PHP 7.0.0-dev (built: May 19 2015 10:16:06)
is_null - float(1.4121870994568)
===     - float(1.4577329158783)
is_null faster by ~5ns per call
up
24
ahamilton9
3 years ago
A quick test in 2022 on PHP 8.1 confirms there is still no need to micro-optimize NULL checks:

<?php

// Comparison Operator
$before = microtime(true);
$var = null;
for ($i=0 ; $i<1000000000 ; $i++) {
    if($var === null) {}
}
$after = microtime(true);
echo '    ===: ' . ($after - $before) . " seconds\n";

// Function
$before = microtime(true);
$var = null;
for ($i=0 ; $i<1000000000 ; $i++) {
    if(is_null($var)) {}
}
$after = microtime(true);
echo 'is_null: ' . ($after - $before) . " seconds\n";

//     ===: 4.1487579345703 seconds
// is_null: 4.1316878795624 seconds
up
14
ai dot unstmann at combase dot de
17 years ago
For what I realized is that  is_null($var)  returns exactly the opposite of  isset($var) , except that is_null($var) throws a notice if $var hasn't been set yet.

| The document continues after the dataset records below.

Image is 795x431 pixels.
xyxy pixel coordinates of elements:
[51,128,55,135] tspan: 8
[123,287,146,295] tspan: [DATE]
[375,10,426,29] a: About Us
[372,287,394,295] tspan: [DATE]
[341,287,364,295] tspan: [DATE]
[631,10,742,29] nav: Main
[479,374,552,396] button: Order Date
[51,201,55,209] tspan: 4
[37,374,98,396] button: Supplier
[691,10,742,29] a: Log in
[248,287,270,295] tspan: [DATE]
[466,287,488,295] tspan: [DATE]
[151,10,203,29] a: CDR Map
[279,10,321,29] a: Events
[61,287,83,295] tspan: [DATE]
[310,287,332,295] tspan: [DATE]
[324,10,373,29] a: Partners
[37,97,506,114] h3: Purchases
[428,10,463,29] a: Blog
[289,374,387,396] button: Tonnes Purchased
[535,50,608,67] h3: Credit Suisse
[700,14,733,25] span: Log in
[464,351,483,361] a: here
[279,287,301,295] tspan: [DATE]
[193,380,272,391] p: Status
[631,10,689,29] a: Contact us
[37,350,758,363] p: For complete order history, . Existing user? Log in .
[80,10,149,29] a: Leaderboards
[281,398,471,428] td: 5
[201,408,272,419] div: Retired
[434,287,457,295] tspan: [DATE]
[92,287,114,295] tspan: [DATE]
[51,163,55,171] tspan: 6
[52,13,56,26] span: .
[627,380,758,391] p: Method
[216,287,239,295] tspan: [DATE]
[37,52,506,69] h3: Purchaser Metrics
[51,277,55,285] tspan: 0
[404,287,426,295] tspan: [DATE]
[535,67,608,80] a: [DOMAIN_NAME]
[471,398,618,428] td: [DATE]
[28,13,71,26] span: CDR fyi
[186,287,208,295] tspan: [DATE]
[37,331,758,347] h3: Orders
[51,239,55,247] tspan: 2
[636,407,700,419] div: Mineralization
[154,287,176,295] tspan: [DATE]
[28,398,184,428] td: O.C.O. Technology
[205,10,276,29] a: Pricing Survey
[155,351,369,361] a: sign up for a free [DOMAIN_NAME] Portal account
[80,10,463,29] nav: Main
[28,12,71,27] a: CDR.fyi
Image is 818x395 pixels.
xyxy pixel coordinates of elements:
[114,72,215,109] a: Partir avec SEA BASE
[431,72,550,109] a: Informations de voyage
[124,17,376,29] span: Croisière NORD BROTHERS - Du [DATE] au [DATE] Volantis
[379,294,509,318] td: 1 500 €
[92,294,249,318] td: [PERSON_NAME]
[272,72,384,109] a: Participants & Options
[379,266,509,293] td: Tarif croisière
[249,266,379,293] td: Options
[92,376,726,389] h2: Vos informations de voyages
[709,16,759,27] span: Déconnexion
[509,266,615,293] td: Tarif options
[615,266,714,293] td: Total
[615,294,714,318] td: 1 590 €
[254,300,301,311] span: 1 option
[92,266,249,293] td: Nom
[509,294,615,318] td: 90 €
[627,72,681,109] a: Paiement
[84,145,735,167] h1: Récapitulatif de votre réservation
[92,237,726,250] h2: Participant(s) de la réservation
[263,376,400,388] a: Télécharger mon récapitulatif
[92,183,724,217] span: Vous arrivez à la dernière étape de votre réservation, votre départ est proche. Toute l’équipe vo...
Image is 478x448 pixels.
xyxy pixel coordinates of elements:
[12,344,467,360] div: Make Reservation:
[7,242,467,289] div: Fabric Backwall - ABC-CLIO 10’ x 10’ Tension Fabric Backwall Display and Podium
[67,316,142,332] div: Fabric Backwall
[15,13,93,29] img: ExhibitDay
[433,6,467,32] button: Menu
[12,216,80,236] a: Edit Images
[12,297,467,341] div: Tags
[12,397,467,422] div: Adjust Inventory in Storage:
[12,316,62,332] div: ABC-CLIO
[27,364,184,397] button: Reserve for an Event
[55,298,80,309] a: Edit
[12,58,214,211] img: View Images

the following will prove that:

<?php

$quirks = array(null, true, false, 0, 1, '', "\0", "unset");

foreach($quirks as $var) {
    if ($var === "unset") unset($var);

    echo is_null($var) ? 1 : 0;
    echo isset($var) ? 1 : 0;
    echo "\n";
}

?>

this will print out something like:

10    // null
01    // true
01    // false
01    // 0
01    // 1
01    // ''
01    // "\0"
Notice:  Undefined variable: var in /srv/www/htdocs/sandbox/null/nulltest.php on line 8
10    // (unset)

For the major quirky types/values is_null($var) obviously always returns the opposite of isset($var), and the notice clearly points out the faulty line with the is_null() statement. You might want to examine the return value of those functions in detail, but since both are specified to return boolean types there should be no doubt.

A second look into the PHP specs tells that is_null() checks whether a value is null or not. So, you may pass any VALUE to it, eg. the result of a function.
isset() on the other hand is supposed to check for a VARIABLE's existence, which makes it a language construct rather than a function. Its sole porpuse lies in that checking. Passing anything else will result in an error.

Knowing that, allows us to draw the following unlikely conclusion:

isset() as a language construct is way faster, more reliable and powerful than is_null() and should be prefered over is_null(), except for when you're directly passing a function's result, which is considered bad programming practice anyways.